Abigail threw Lucy to the ground and kicked her with the toe of her leather slipper.
Cook muttered something dark and threatening, but Dakota ignored her. She bent and picked up Lucy, then placed the doll on a ledge near the door.
She held out her hand to Abigail and waited.
The little girl hesitated for a long moment, then tossed the bread down onto her plate and put her hand in Dakota's. A lump the size of the thirteen colonies formed in her throat.
"What about Lucy?" Abigail asked, casting a glance toward her companion.
"Tomorrow morning," Dakota said. "You can play with her again at breakfast but tonight she stays down here." Maybe when she returned home she could do a prime-time special on alternative child care.
"Cook doesn't like me," Abigail observed as they climbed the stairs to the second floor.
"No, she doesn't today," Dakota admitted, making sure she held the candle away from her voluminous skirts, "but you didn't give her much reason to like you, did you?"
Abigail's soft brows knit together in a scowl. "What does that mean?"
They reached the landing and turned right toward Abigail's room.
"It means that you can't treat people badly and expect them to treat you with kindness."
"Like Lucy?"
Dakota suppressed a smile. "Exactly like Lucy."
Abigail was quiet until they stepped inside her room and Dakota closed the door behind them.
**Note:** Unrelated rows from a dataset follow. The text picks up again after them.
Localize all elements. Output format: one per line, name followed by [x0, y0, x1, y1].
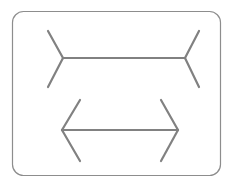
rounded-rectangle-border: [13, 12, 221, 176]
illusion-canvas: [0, 0, 233, 188]
muller-lyer-illustration: [0, 0, 233, 188]
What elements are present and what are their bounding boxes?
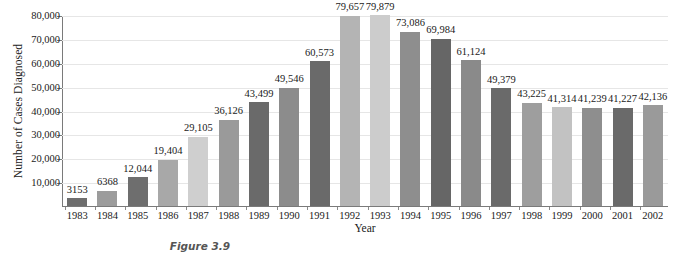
bar-group[interactable]: 43,4991989 [244,16,274,206]
x-axis-line [62,206,668,207]
bar-group[interactable]: 73,0861994 [395,16,425,206]
bar[interactable] [552,107,572,206]
x-axis-tick [459,207,460,210]
bar[interactable] [582,108,602,206]
x-axis-tick [95,207,96,210]
x-axis-tick [337,207,338,210]
bar-group[interactable]: 41,2272001 [607,16,637,206]
bar-value-label: 41,239 [578,94,607,105]
y-axis-tick-label: 10,000 [4,178,60,189]
bar-value-label: 36,126 [214,106,243,117]
bar[interactable] [643,105,663,206]
x-axis-tick [186,207,187,210]
bar-value-label: 41,314 [548,94,577,105]
bar[interactable] [431,39,451,206]
y-axis-tick-label: 30,000 [4,130,60,141]
x-axis-tick-label: 1997 [491,210,512,221]
bar-group[interactable]: 19,4041986 [153,16,183,206]
bar[interactable] [158,160,178,206]
x-axis-tick [580,207,581,210]
bar[interactable] [491,88,511,206]
y-axis-tick-label: 60,000 [4,59,60,70]
bar[interactable] [279,88,299,206]
x-axis-tick [216,207,217,210]
bar-value-label: 19,404 [154,146,183,157]
bar[interactable] [310,61,330,206]
bar-value-label: 6368 [97,177,118,188]
x-axis-title: Year [62,222,668,234]
bar-series: 315319836368198412,044198519,404198629,1… [62,16,668,206]
bar-group[interactable]: 36,1261988 [214,16,244,206]
y-axis-tick-label: 20,000 [4,154,60,165]
x-axis-tick-label: 1991 [309,210,330,221]
bar[interactable] [67,198,87,206]
bar-group[interactable]: 41,3141999 [547,16,577,206]
bar-group[interactable]: 42,1362002 [638,16,668,206]
x-axis-tick [65,207,66,210]
x-axis-tick-label: 1992 [339,210,360,221]
bar-value-label: 49,379 [487,75,516,86]
x-axis-tick-label: 1986 [158,210,179,221]
x-axis-tick [489,207,490,210]
bar[interactable] [522,103,542,206]
bar-value-label: 79,879 [366,2,395,13]
bar[interactable] [340,16,360,206]
bar-group[interactable]: 31531983 [62,16,92,206]
bar-value-label: 61,124 [457,47,486,58]
bar-value-label: 29,105 [184,123,213,134]
bar[interactable] [219,120,239,206]
bar-value-label: 60,573 [305,48,334,59]
y-axis-tick-label: 70,000 [4,35,60,46]
bar[interactable] [613,108,633,206]
bar-group[interactable]: 79,8791993 [365,16,395,206]
bar-group[interactable]: 69,9841995 [426,16,456,206]
x-axis-tick [307,207,308,210]
bar-value-label: 41,227 [608,94,637,105]
bar-value-label: 73,086 [396,18,425,29]
x-axis-tick-label: 1996 [461,210,482,221]
x-axis-tick-label: 1993 [370,210,391,221]
bar-group[interactable]: 79,6571992 [335,16,365,206]
bar-group[interactable]: 49,3791997 [486,16,516,206]
y-axis-tick-label: 50,000 [4,83,60,94]
bar-value-label: 43,225 [517,89,546,100]
x-axis-tick [398,207,399,210]
figure-container: Number of Cases Diagnosed 10,00020,00030… [0,0,678,265]
x-axis-tick [277,207,278,210]
bar-group[interactable]: 60,5731991 [304,16,334,206]
bar-value-label: 3153 [67,185,88,196]
bar-value-label: 43,499 [245,89,274,100]
bar-group[interactable]: 63681984 [92,16,122,206]
x-axis-tick-label: 2001 [612,210,633,221]
bar[interactable] [461,60,481,206]
bar-value-label: 12,044 [123,164,152,175]
x-axis-tick-label: 2002 [642,210,663,221]
x-axis-tick [640,207,641,210]
bar-group[interactable]: 49,5461990 [274,16,304,206]
x-axis-tick-label: 1990 [279,210,300,221]
bar-value-label: 79,657 [335,2,364,13]
x-axis-tick [125,207,126,210]
bar-group[interactable]: 43,2251998 [517,16,547,206]
x-axis-tick [610,207,611,210]
x-axis-tick-label: 2000 [582,210,603,221]
plot-area: 10,00020,00030,00040,00050,00060,00070,0… [62,16,668,207]
bar[interactable] [249,102,269,206]
bar[interactable] [400,32,420,206]
bar-value-label: 49,546 [275,74,304,85]
x-axis-tick-label: 1987 [188,210,209,221]
bar[interactable] [188,137,208,206]
x-axis-tick [549,207,550,210]
bar[interactable] [128,177,148,206]
bar-group[interactable]: 29,1051987 [183,16,213,206]
bar-group[interactable]: 61,1241996 [456,16,486,206]
x-axis-tick-label: 1984 [97,210,118,221]
bar[interactable] [97,191,117,206]
x-axis-tick-label: 1983 [67,210,88,221]
x-axis-tick [519,207,520,210]
figure-caption: Figure 3.9 [0,240,400,252]
bar-group[interactable]: 12,0441985 [123,16,153,206]
x-axis-tick-label: 1998 [521,210,542,221]
bar[interactable] [370,15,390,206]
bar-group[interactable]: 41,2392000 [577,16,607,206]
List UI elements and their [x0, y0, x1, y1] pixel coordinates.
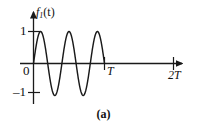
y-tick-label-one: 1	[20, 24, 27, 37]
y-tick-label-negative-one: –1	[13, 85, 26, 98]
figure-container: f1(t) 1 –1 0 T 2T (a)	[0, 0, 207, 130]
x-tick-label-t: T	[107, 65, 114, 77]
origin-label: 0	[23, 64, 30, 77]
y-axis-label: f1(t)	[36, 6, 55, 20]
x-tick-label-2t: 2T	[168, 69, 181, 81]
figure-caption: (a)	[0, 107, 207, 122]
y-axis-label-argument: (t)	[43, 5, 54, 19]
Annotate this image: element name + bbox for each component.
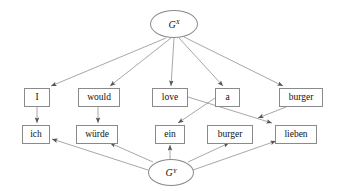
edge-gy-to-wuerde [110, 143, 153, 162]
edge-gx-to-would [110, 38, 171, 86]
node-label: G [166, 167, 173, 178]
node-label: I [35, 93, 38, 103]
node-love[interactable]: love [152, 88, 188, 107]
node-superscript: Y [173, 167, 177, 174]
node-gx[interactable]: GX [150, 10, 198, 38]
node-label: burger [289, 93, 314, 103]
node-label: love [162, 93, 178, 103]
node-ich[interactable]: ich [22, 125, 50, 144]
node-wuerde[interactable]: würde [76, 125, 118, 144]
node-lieben[interactable]: lieben [275, 125, 317, 144]
node-burger_de[interactable]: burger [207, 125, 253, 144]
node-label: G [168, 19, 175, 30]
node-label: burger [218, 130, 243, 140]
edge-gy-to-burger_de [188, 143, 229, 162]
node-gy[interactable]: GY [148, 159, 194, 186]
edge-burger_en-to-burger_de [258, 107, 286, 118]
node-label: ein [164, 130, 176, 140]
graph-diagram: GXIwouldloveaburgerichwürdeeinburgerlieb… [0, 0, 345, 191]
node-label: lieben [284, 130, 307, 140]
node-would[interactable]: would [78, 88, 120, 107]
edge-gx-to-burger_en [184, 37, 283, 86]
node-label: would [87, 93, 111, 103]
edge-gx-to-love [171, 38, 174, 86]
edge-gy-to-lieben [193, 141, 276, 170]
node-label: würde [85, 130, 109, 140]
node-ein[interactable]: ein [155, 125, 185, 144]
node-superscript: X [176, 18, 180, 25]
node-label: a [225, 93, 229, 103]
node-burger_en[interactable]: burger [279, 88, 323, 107]
edge-gx-to-i [51, 38, 166, 86]
node-label: ich [30, 130, 42, 140]
node-a[interactable]: a [215, 88, 240, 107]
node-i[interactable]: I [24, 88, 50, 107]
She touched the flame from her candle to the candle resting atop Abigail's small dresser. The soft light spilled across the yellow pine.
"Cook is unkind to people," Abigail said.
Dakota sat down on the edge of the child's small bed. "Why do you say that?"
Abigail shifted her weight from one foot to the other. "She's mean to Joseph. She yells at him and makes him sleep on the floor when he has too much rum and stays out real late."
"Married people often fight."
Not that I have any personal experience but. . . .
"She hit Will with her cooking spoon when he did something bad."
"Why are you telling me this?" she asked the child gently. "Is there something you want me to know?"
Abigail shrugged her narrow shoulders, so fragile beneath her cotton dress. "My head hurts," she said suddenly. "I want to go to sleep."
Dakota stood and smoothed the front of her skirt with a surprisingly natural gesture. It frightened her how natural it was all starting to seem.
"Sleep well," Dakota said, moving toward the door. "Don't let the bedbugs bite."
A funny little giggle broke through Abigail's solemn demeanor. "I don't have bedbugs."
"I'm very glad to hear that," Dakota said with mock gravity. "I hope I'm just as fortunate."
The only thing she had to worry about in her bed was Devane.
#
Dakota couldn't sleep.
She'd tossed and turned for at least two hours, trying everything from counting sheep to counting calories, but no dice. She lay there, fully clothed, on top of the feather bed in the small room adjoining Devane's, waiting for the sound of his boots on the staircase. How could she possibly fall asleep when she knew he could turn up at any moment and climb in next to her? Not that she expected him to, but still . . .
Her pulse leaped into overdrive just thinking about it. She'd made a fool of herself this morning, going all feminine and vulnerable when he held her, and she was determined not to make that mistake again.